Army, intel officials say suspected US missiles kill 12 in Pakistan’s N. Waziristan region
By Munir Ahmad, APThursday, January 14, 2010
Officials: Alleged US missiles kill 12 in Pakistan
ISLAMABAD — Suspected U.S. missiles killed at least 12 alleged militants Thursday in a compound formerly used as a religious school in Pakistan’s North Waziristan tribal region, officials said, the eighth such attack in two weeks.
The strike illustrated the Obama administration’s unwillingness to abandon its missile campaign against insurgent targets along Pakistan’s northwest border with Afghanistan. Despite Pakistani protest, the attacks have surged in number in recent days.
Nearly all the attacks in recent months have focused on North Waziristan, a segment of Pakistan’s semiautonomous tribal belt where militant networks focused on battling the U.S. and NATO in Afghanistan are based. Some of those militants are believed to have been involved in a late December attack that killed seven CIA employees in eastern Afghanistan.
It’s a region that the Pakistani military has been wary of treading, partly because groups based there have not directly threatened the Pakistani state. The army has struck truces with some of them to keep them out of its battle against the Pakistani Taliban — who have attacked Pakistan in numerous ways — in neighboring South Waziristan.
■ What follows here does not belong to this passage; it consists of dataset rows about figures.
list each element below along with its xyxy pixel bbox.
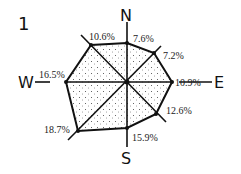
wind-rose-polygon (66, 43, 172, 131)
value-nw: 10.6% (89, 31, 115, 42)
value-ne: 7.2% (163, 50, 184, 61)
value-s: 15.9% (132, 132, 158, 143)
value-w: 16.5% (39, 69, 65, 80)
south-label: S (121, 149, 131, 168)
value-se: 12.6% (166, 105, 192, 116)
north-label: N (120, 6, 132, 25)
value-sw: 18.7% (44, 124, 70, 135)
figure-number: 1 (18, 13, 29, 34)
west-label: W (18, 73, 34, 92)
east-label: E (214, 73, 224, 92)
wind-rose-diagram: 1 N E S W 7.6% 7.2% 10.9% 12.6% 15.9% 18… (0, 0, 241, 174)
value-n: 7.6% (133, 33, 154, 44)
value-e: 10.9% (175, 77, 201, 88)
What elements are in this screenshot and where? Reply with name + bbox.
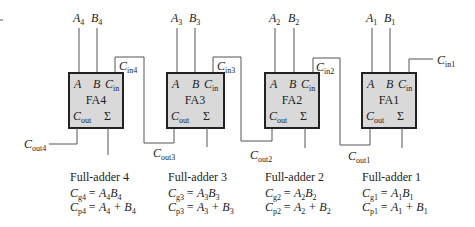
fa3-name: FA3 (185, 93, 205, 107)
fa4-input-b-label: B4 (91, 11, 102, 27)
full-adder-4: A4 B4 Cin4 A B Cin FA4 Cout Σ Cout4 Full… (24, 11, 174, 216)
fa3-propagate-eq: Cp3= A3 + B3 (168, 200, 234, 216)
fa1-input-b-label: B1 (384, 11, 395, 27)
fa4-propagate-eq: Cp4= A4 + B4 (70, 200, 136, 216)
fa4-port-b: B (93, 77, 101, 91)
fa3-caption: Full-adder 3 (168, 170, 227, 184)
fa1-cin-label: Cin1 (437, 53, 455, 69)
fa2-input-a-label: A2 (268, 11, 280, 27)
fa3-port-a: A (171, 77, 180, 91)
fa4-port-sum: Σ (104, 109, 111, 123)
fa1-name: FA1 (379, 93, 399, 107)
fa4-cout-wire (49, 128, 77, 144)
fa1-cout-label: Cout1 (348, 149, 370, 165)
fa4-cout-label: Cout4 (24, 137, 46, 153)
fa3-cout-label: Cout3 (153, 146, 175, 162)
fa2-port-a: A (269, 77, 278, 91)
fa3-port-b: B (192, 77, 200, 91)
fa4-input-a-label: A4 (72, 11, 84, 27)
fa2-port-b: B (289, 77, 297, 91)
fa3-input-a-label: A3 (170, 11, 182, 27)
fa1-port-a: A (366, 77, 375, 91)
ripple-carry-adder-diagram: A4 B4 Cin4 A B Cin FA4 Cout Σ Cout4 Full… (0, 0, 475, 227)
full-adder-3: A3 B3 Cin3 A B Cin FA3 Cout Σ Cout3 Full… (153, 11, 272, 216)
fa4-name: FA4 (86, 93, 106, 107)
fa1-caption: Full-adder 1 (362, 170, 421, 184)
fa2-input-b-label: B2 (288, 11, 299, 27)
fa1-port-b: B (386, 77, 394, 91)
fa4-caption: Full-adder 4 (70, 170, 129, 184)
fa3-port-sum: Σ (203, 109, 210, 123)
fa1-propagate-eq: Cp1= A1 + B1 (362, 200, 428, 216)
fa2-cout-label: Cout2 (250, 148, 272, 164)
fa2-caption: Full-adder 2 (265, 170, 324, 184)
fa2-name: FA2 (282, 93, 302, 107)
fa2-port-sum: Σ (300, 109, 307, 123)
fa1-port-sum: Σ (397, 109, 404, 123)
full-adder-2: A2 B2 Cin2 A B Cin FA2 Cout Σ Cout2 Full… (250, 11, 370, 216)
fa3-input-b-label: B3 (189, 11, 200, 27)
fa1-cin-wire (409, 59, 433, 73)
fa2-propagate-eq: Cp2= A2 + B2 (265, 200, 331, 216)
fa1-input-a-label: A1 (365, 11, 377, 27)
fa4-port-a: A (73, 77, 82, 91)
full-adder-1: A1 B1 Cin1 A B Cin FA1 Cout Σ Cout1 Full… (348, 11, 455, 216)
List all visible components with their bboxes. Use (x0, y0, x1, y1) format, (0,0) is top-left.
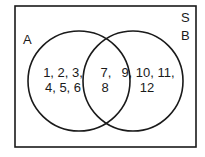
set-b-label: B (181, 28, 190, 43)
universal-set-label: S (181, 10, 190, 25)
venn-diagram: S B A 1, 2, 3, 4, 5, 6 7, 8 9, 10, 11, 1… (0, 0, 205, 157)
a-only-line2: 4, 5, 6 (45, 80, 81, 95)
intersection-line2: 8 (101, 80, 108, 95)
set-a-label: A (23, 32, 32, 47)
b-only-line2: 12 (140, 80, 154, 95)
intersection-line1: 7, (101, 65, 112, 80)
set-b-circle (83, 31, 183, 131)
a-only-line1: 1, 2, 3, (43, 65, 83, 80)
b-only-line1: 9, 10, 11, (121, 65, 174, 80)
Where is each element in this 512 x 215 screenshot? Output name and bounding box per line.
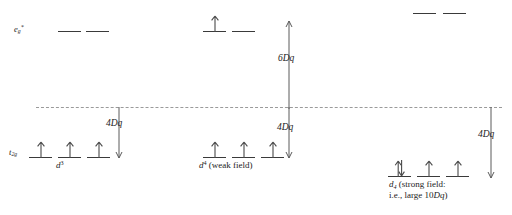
energy-label-4dq-middle: 4Dq: [277, 122, 293, 132]
electron-up-arrow: [268, 141, 278, 158]
measure-arrow-4dq-left: [113, 107, 125, 159]
measure-arrow-4dq-middle: [283, 107, 295, 159]
level-eg-2-group-d4-weak: [232, 31, 255, 32]
electron-up-arrow: [210, 15, 220, 32]
energy-label-6dq: 6Dq: [278, 53, 294, 63]
level-eg-1-group-d3: [58, 31, 81, 32]
electron-up-arrow: [36, 141, 46, 158]
t2g-orbital-label: t2g: [9, 147, 17, 157]
level-eg-1-group-d4-strong: [413, 13, 436, 14]
configuration-label-line2: i.e., large 10Dq): [389, 190, 448, 200]
electron-pair-arrows: [394, 160, 406, 177]
electron-up-arrow: [424, 160, 434, 177]
electron-up-arrow: [65, 141, 75, 158]
electron-up-arrow: [94, 141, 104, 158]
configuration-label-line1: d4 (strong field:: [389, 179, 448, 190]
configuration-label-d4-weak: d4 (weak field): [199, 160, 253, 170]
configuration-label-d3: d3d3: [56, 160, 64, 170]
level-eg-2-group-d4-strong: [443, 13, 466, 14]
diagram-canvas: eg* t2g d3d3 4Dq: [0, 0, 512, 215]
level-eg-2-group-d3: [86, 31, 109, 32]
barycenter-dashed-line: [36, 107, 502, 108]
eg-orbital-label: eg*: [14, 24, 24, 34]
configuration-label-d4-strong: d4 (strong field: i.e., large 10Dq): [389, 179, 448, 200]
energy-label-4dq-left: 4Dq: [106, 118, 122, 128]
measure-arrow-4dq-right: [485, 107, 497, 179]
measure-arrow-6dq: [283, 20, 295, 110]
electron-up-arrow: [239, 141, 249, 158]
electron-up-arrow: [210, 141, 220, 158]
electron-up-arrow: [453, 160, 463, 177]
energy-label-4dq-right: 4Dq: [478, 129, 494, 139]
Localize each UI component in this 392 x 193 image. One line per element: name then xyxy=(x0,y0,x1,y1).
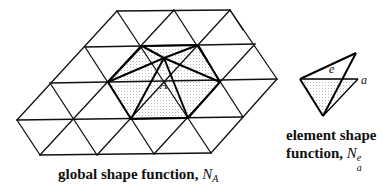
global-caption-text: global shape function, xyxy=(58,166,202,182)
element-caption-symbol: N xyxy=(347,145,357,161)
node-label-A: A xyxy=(160,78,167,93)
element-caption-line2: function, xyxy=(286,145,347,161)
global-caption-subscript: A xyxy=(212,173,218,184)
element-caption-subscript: a xyxy=(357,160,362,176)
element-shape-function-caption: element shape function, Nea xyxy=(286,127,376,161)
node-label-a: a xyxy=(361,73,367,88)
element-label-e: e xyxy=(329,62,334,77)
global-shape-function-caption: global shape function, NA xyxy=(58,166,218,187)
element-caption-line1: element shape xyxy=(286,127,376,143)
element-caption-line2-wrap: function, Nea xyxy=(286,145,376,161)
diagram-canvas xyxy=(0,0,392,193)
global-caption-symbol: N xyxy=(202,166,212,182)
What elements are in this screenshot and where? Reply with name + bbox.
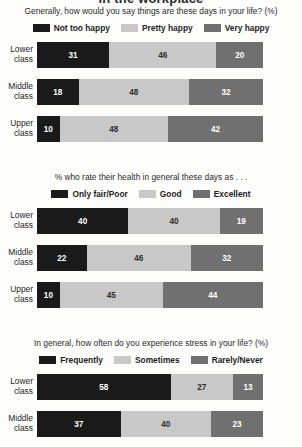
bar-segment: 10	[37, 282, 60, 308]
row-label-line2: class	[0, 221, 33, 231]
legend-swatch-icon	[139, 190, 156, 198]
legend-item: Not too happy	[33, 23, 110, 33]
chart-subtitle: Generally, how would you say things are …	[0, 6, 302, 17]
chart-subtitle: In general, how often do you experience …	[0, 338, 302, 349]
bar-segment: 18	[37, 79, 79, 105]
chart-row: Middleclass374023	[0, 411, 302, 437]
chart-row: Middleclass184832	[0, 79, 302, 105]
bar-segment: 40	[128, 208, 219, 234]
chart-row: Lowerclass404019	[0, 208, 302, 234]
row-label: Upperclass	[0, 119, 37, 138]
stacked-bar: 184832	[37, 79, 263, 105]
row-label-line2: class	[0, 424, 33, 434]
row-label-line2: class	[0, 129, 33, 139]
chart-legend: Only fair/PoorGoodExcellent	[0, 189, 302, 199]
bar-segment: 37	[37, 411, 121, 437]
legend-label: Pretty happy	[142, 23, 193, 33]
stacked-bar: 314620	[37, 42, 263, 68]
legend-swatch-icon	[51, 190, 68, 198]
bar-segment: 40	[37, 208, 128, 234]
chart-legend: FrequentlySometimesRarely/Never	[0, 355, 302, 365]
bar-segment: 20	[216, 42, 263, 68]
legend-item: Good	[139, 189, 182, 199]
legend-item: Frequently	[39, 355, 103, 365]
chart-rows: Lowerclass582713Middleclass374023	[0, 374, 302, 437]
figure-page: in the workplace Generally, how would yo…	[0, 0, 302, 447]
legend-swatch-icon	[191, 356, 208, 364]
row-label-line2: class	[0, 92, 33, 102]
row-label: Upperclass	[0, 285, 37, 304]
legend-item: Very happy	[204, 23, 270, 33]
bar-segment: 32	[189, 79, 263, 105]
legend-item: Sometimes	[114, 355, 180, 365]
stacked-bar: 224632	[37, 245, 263, 271]
legend-swatch-icon	[114, 356, 131, 364]
stacked-bar: 104544	[37, 282, 263, 308]
chart-rows: Lowerclass314620Middleclass184832Uppercl…	[0, 42, 302, 142]
bar-segment: 46	[87, 245, 191, 271]
chart-row: Lowerclass314620	[0, 42, 302, 68]
chart-legend: Not too happyPretty happyVery happy	[0, 23, 302, 33]
row-label: Lowerclass	[0, 211, 37, 230]
legend-swatch-icon	[121, 24, 138, 32]
stacked-bar: 104842	[37, 116, 263, 142]
legend-item: Pretty happy	[121, 23, 193, 33]
bar-segment: 32	[191, 245, 263, 271]
legend-label: Not too happy	[54, 23, 110, 33]
chart-panel-health: % who rate their health in general these…	[0, 172, 302, 308]
chart-panel-happiness: Generally, how would you say things are …	[0, 6, 302, 142]
row-label: Lowerclass	[0, 377, 37, 396]
legend-swatch-icon	[204, 24, 221, 32]
legend-swatch-icon	[39, 356, 56, 364]
stacked-bar: 582713	[37, 374, 263, 400]
row-label: Middleclass	[0, 248, 37, 267]
chart-row: Upperclass104842	[0, 116, 302, 142]
bar-segment: 44	[163, 282, 263, 308]
legend-swatch-icon	[193, 190, 210, 198]
row-label-line2: class	[0, 55, 33, 65]
legend-item: Rarely/Never	[191, 355, 263, 365]
legend-label: Sometimes	[135, 355, 180, 365]
bar-segment: 40	[121, 411, 211, 437]
legend-item: Only fair/Poor	[51, 189, 127, 199]
stacked-bar: 404019	[37, 208, 263, 234]
chart-subtitle: % who rate their health in general these…	[0, 172, 302, 183]
chart-rows: Lowerclass404019Middleclass224632Uppercl…	[0, 208, 302, 308]
row-label-line2: class	[0, 387, 33, 397]
bar-segment: 23	[211, 411, 263, 437]
legend-swatch-icon	[33, 24, 50, 32]
chart-panel-stress: In general, how often do you experience …	[0, 338, 302, 437]
chart-row: Lowerclass582713	[0, 374, 302, 400]
row-label: Middleclass	[0, 82, 37, 101]
chart-row: Upperclass104544	[0, 282, 302, 308]
legend-label: Excellent	[214, 189, 251, 199]
bar-segment: 22	[37, 245, 87, 271]
bar-segment: 42	[168, 116, 263, 142]
bar-segment: 45	[60, 282, 163, 308]
bar-segment: 13	[233, 374, 263, 400]
row-label: Lowerclass	[0, 45, 37, 64]
bar-segment: 10	[37, 116, 60, 142]
bar-segment: 48	[60, 116, 168, 142]
bar-segment: 19	[220, 208, 263, 234]
stacked-bar: 374023	[37, 411, 263, 437]
bar-segment: 48	[79, 79, 190, 105]
row-label-line2: class	[0, 258, 33, 268]
bar-segment: 58	[37, 374, 171, 400]
legend-label: Rarely/Never	[212, 355, 263, 365]
bar-segment: 31	[37, 42, 109, 68]
row-label-line2: class	[0, 295, 33, 305]
legend-label: Only fair/Poor	[72, 189, 127, 199]
bar-segment: 46	[109, 42, 216, 68]
row-label: Middleclass	[0, 414, 37, 433]
legend-label: Frequently	[60, 355, 103, 365]
chart-row: Middleclass224632	[0, 245, 302, 271]
bar-segment: 27	[171, 374, 233, 400]
legend-label: Good	[160, 189, 182, 199]
legend-label: Very happy	[225, 23, 270, 33]
legend-item: Excellent	[193, 189, 251, 199]
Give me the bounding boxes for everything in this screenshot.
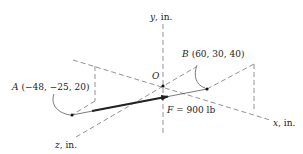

At least two missiles hit the Pasalkot area of North Waziristan around 7 a.m., landing in a sprawling compound that has been used as a religious school in the past. The identities of the dead were not immediately known, an army official and an intelligence official said.
The officials spoke on condition of anonymity because they were not authorized to speak to media on the record.
The strike came as Richard Holbrooke, a U.S. special envoy to Pakistan and Afghanistan, was visiting parts of Pakistan.
The U.S. rarely discusses the covert missile campaign, though in the past American officials have lauded it as a successful tactic that has killed several top al-Qaida operatives as well as Pakistani Taliban chief Baitullah Mehsud.
Pakistan formally protests the drone-fired strikes, saying they violate its sovereignty and spur more anti-American sentiment among the population, but many analysts believe the nuclear-armed South Asian nation secretly aids the campaign.
During a Wednesday media conference with Holbrooke, Pakistani Foreign Minister Shah Mahmood Qureshi stopped short of completely ruling out the missile attacks, but said there were certain “red lines” that Washington must not cross.
“Pakistan feels that it would undermine our relationship if there is expansion of drones and if there are (U.S.) operations on the ground,” Qureshi said.